Finding himself in the ‘Wilderness’
By Geoffrey Himes
On his new album, “Wilderness Song,” Dan Bern sings of dropping out of society to live in the Utah desert. In the song “Flapjacks,” for example, he exults in the pleasure of camping alone in a canyon where there’s “no music but the sound of rushing water that breaks on painted rocks below.” On “Budget,” Bern sings, “Here’s my budget: rent — nothing, telephone — nothing, electricity — nothing.” And on the title track: “I have loved the twisted trees, red sand a blowin’ ’neath the turquoise skies / I have felt the rain a-driftin’ and slept behind the waterfall.”

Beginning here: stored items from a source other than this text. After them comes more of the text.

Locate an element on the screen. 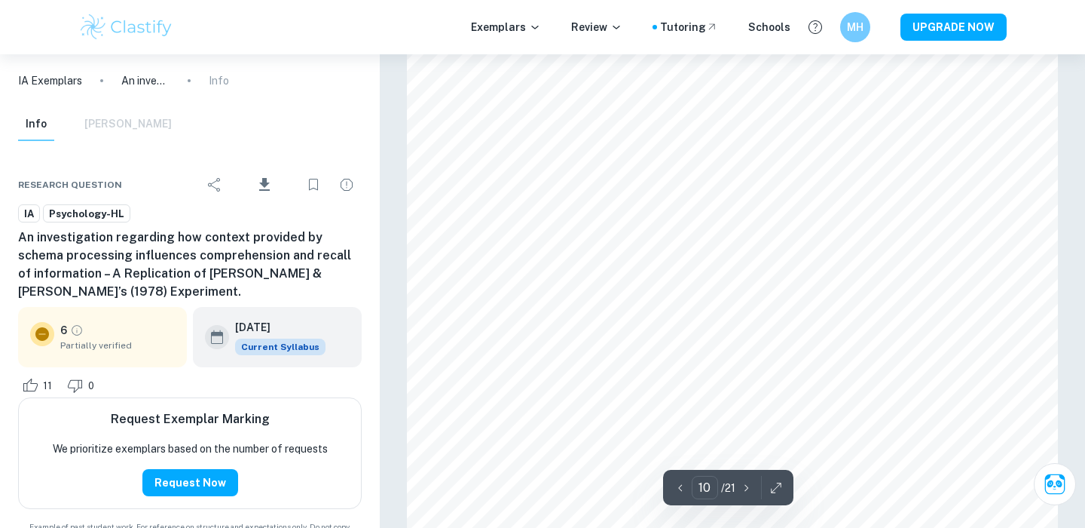 The height and width of the screenshot is (528, 1085). p: Review is located at coordinates (597, 27).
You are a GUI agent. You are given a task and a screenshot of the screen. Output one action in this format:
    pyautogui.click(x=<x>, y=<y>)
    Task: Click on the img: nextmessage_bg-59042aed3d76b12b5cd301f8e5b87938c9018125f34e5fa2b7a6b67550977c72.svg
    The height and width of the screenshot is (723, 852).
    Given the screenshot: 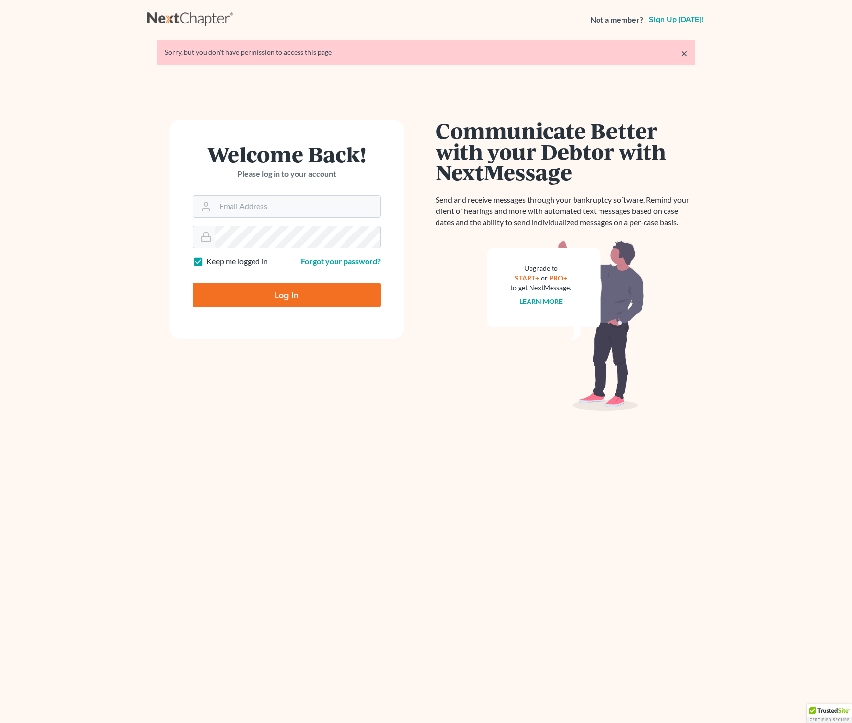 What is the action you would take?
    pyautogui.click(x=565, y=325)
    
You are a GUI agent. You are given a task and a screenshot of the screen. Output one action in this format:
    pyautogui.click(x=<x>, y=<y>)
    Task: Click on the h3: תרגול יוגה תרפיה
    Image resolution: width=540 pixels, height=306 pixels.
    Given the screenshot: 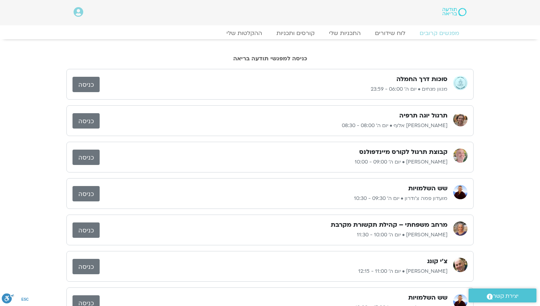 What is the action you would take?
    pyautogui.click(x=423, y=116)
    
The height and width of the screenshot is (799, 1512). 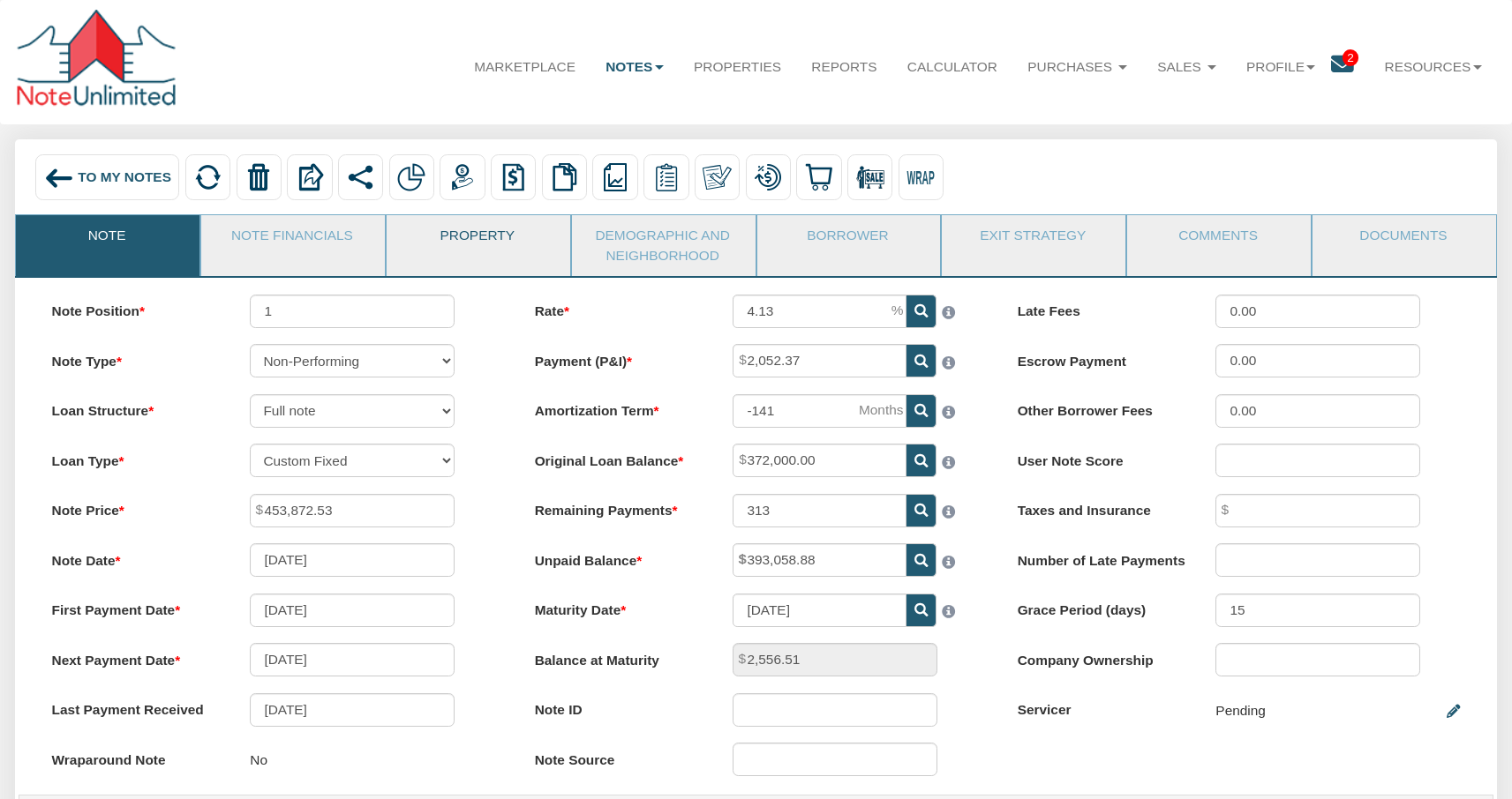 What do you see at coordinates (819, 312) in the screenshot?
I see `input: This field can contain only numeric characters` at bounding box center [819, 312].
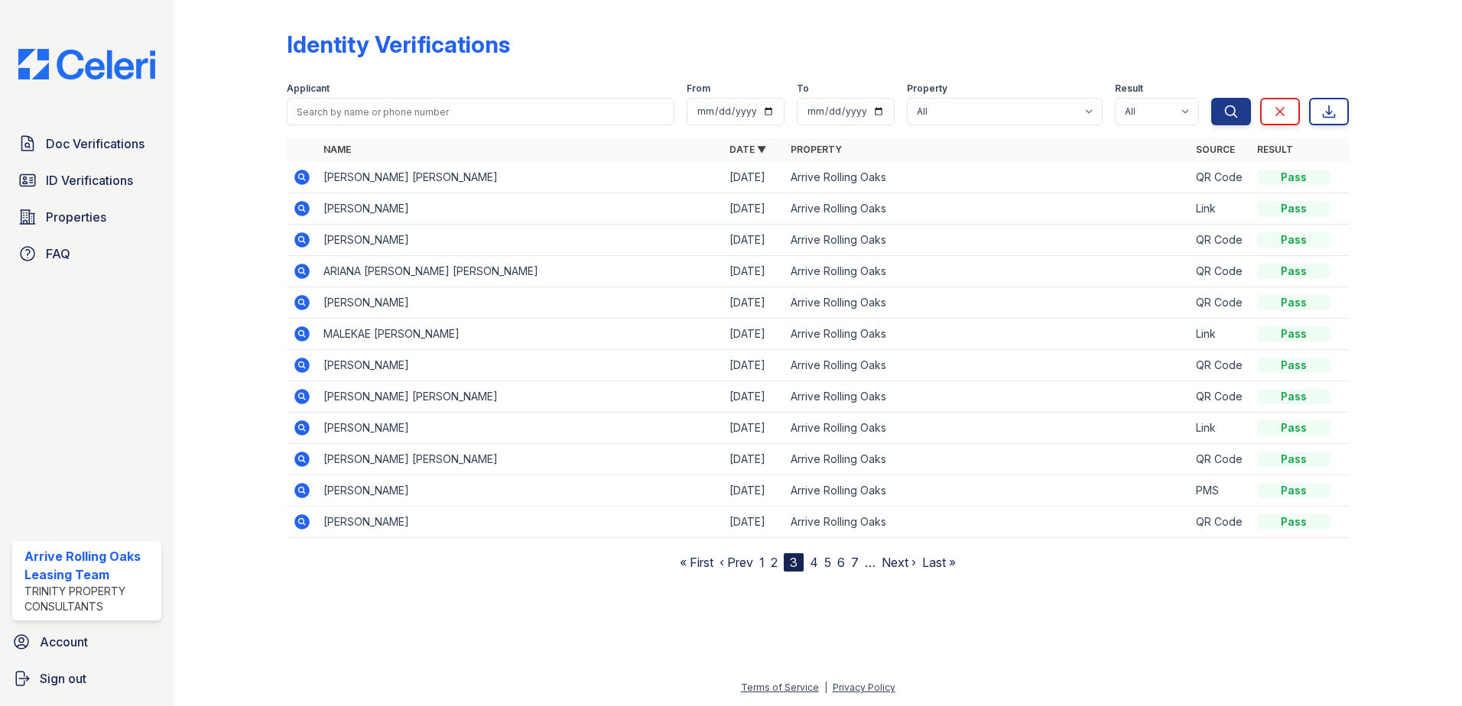 The image size is (1462, 706). I want to click on div: Arrive Rolling Oaks Leasing Team, so click(89, 566).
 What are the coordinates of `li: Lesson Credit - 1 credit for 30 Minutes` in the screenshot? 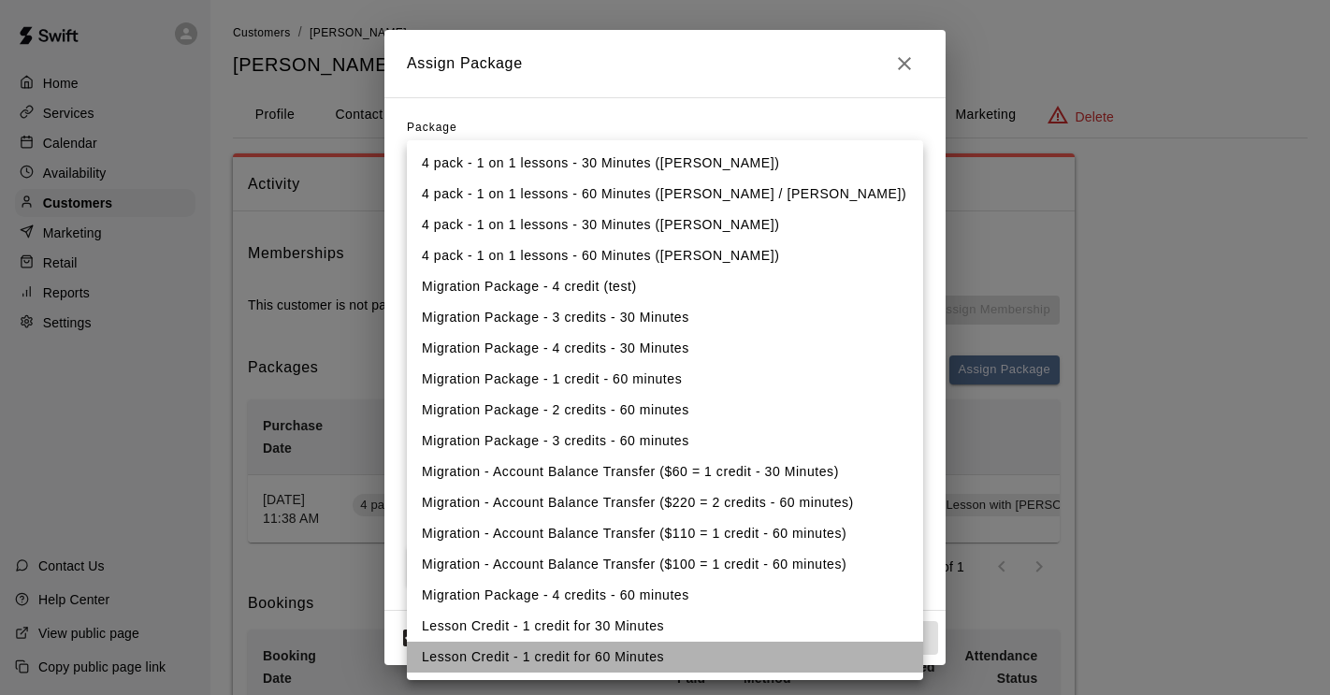 It's located at (665, 626).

Bern, however, is not singing about himself. He’s singing in the voice of writer and artist Everett Ruess, who, in 1934 at age 20, left society to wander alone through the Utah canyon country and then disappeared. Bern used to love hiking near his former home in New Mexico, but now he’s too busy, living in Los Angeles and writing music for film, television and his own albums.
One of three albums Bern, 47, released this year, “Wilderness Song” is the soundtrack for a new documentary produced by Jonathan Demme and directed by Lindsay Jaeger. “Everett Ruess: Wilderness Song” tells Ruess’s story and is just now starting the rounds of film festivals. For the soundtrack’s 15 songs, Bern drew as much as possible from Ruess’s own words.
“It was like we were co-writing in the same room,” Bern says, “and I was the guy with the guitar while he was the guy with the notebook and ideas. In listening to these, I feel like it’s very much me; other people have said that, too. But at the same time I tried to stay true to his character as if I were an actor. He was a guy I would have liked to hang out with and travel around with. Who knows? Maybe if he had lived he would have written songs himself.”
The album is as stripped down and spare as Ruess’s one-man treks into the wilderness. Bern limits himself to his voice, harmonica and acoustic guitar. “I have felt the rain a driftin’,” Bern sings over the title track’s jaunty lope, “and slept behind the waterfall and Aspen glades that whisper wild sorrows / In cool sweet grasses I have lain and I have heard the ghostly murmur of regret.”
“I identified with his sense of the beauty that he was seeing everywhere,” Bern says of Ruess, “of his feeling of relying on himself. He’s not explicit about it, but his writing has a spiritual sense that comes from being outdoors. Anybody who’s been in any big natural setting will feel some of that.”
This wasn’t Bern’s first venture into writing for the screen. He’s best known for the funniest songs in the 2007 comedy “Walk Hard: The Dewey Cox Story,” starring John C. Reilly as a country singer much like Johnny Cash who evolves into a folk singer not unlike Bob Dylan.
“I was one of the people they asked to write some songs for Dewey,” Bern says, “and I so fell in love with the idea that I put everything else on hold and I wrote 100-some Dewey songs. I had pretty free rein; they were instances when they hadn’t asked for a song, and I said, ‘He needs a song here,’ and they used some of those. . . . After a while, though, it was hard to know where Dewey stopped and I started.”
Bern also wrote for Jake Kasdan’s first movie, “Zero Effect,” and Demme’s 2007 documentary, “Jimmy Carter Man From Plains.” When Demme directed the off-Broadway play “Family Week” in 2010, he commissioned Bern to write two songs. One of those, “Swing Set,” a duet with Emmylou Harris, is on another of Bern’s new albums, “Drifter.”
That album, unlike “Wilderness Song,” isn’t organized around a theme; it’s just a collection of his best recent songs. And terrific songs they are — from his duet with Harris to his post-apocalyptic dystopian fantasy, “Mexican Vacation,” and his post-recession utopian fantasy, “Rainin’ in Madrid.” Best of all is the first track, “Luke the Drifter,” a talking-blues fantasia that references Bob Dylan, Alexander Pope, Jonathan Swift, Muhammad Ali and Hank Williams to conclude: “Life ain’t tragic mostly / Life is magic somely.”
“I have certain songs that are kind of rambling and take their own shape, more like a person talking. . . . A long time ago, I dispensed with the feeling that I had to understand everything that was going on in my own songs,” Bern says. “When you do anything long enough, whether it’s writing songs or building chairs, you can’t always explain what’s going on, but if it feels right you go with it.”
When he does just go with it, the songs don’t sound like Dewey Cox or Everett Ruess. They sound like Dan Bern.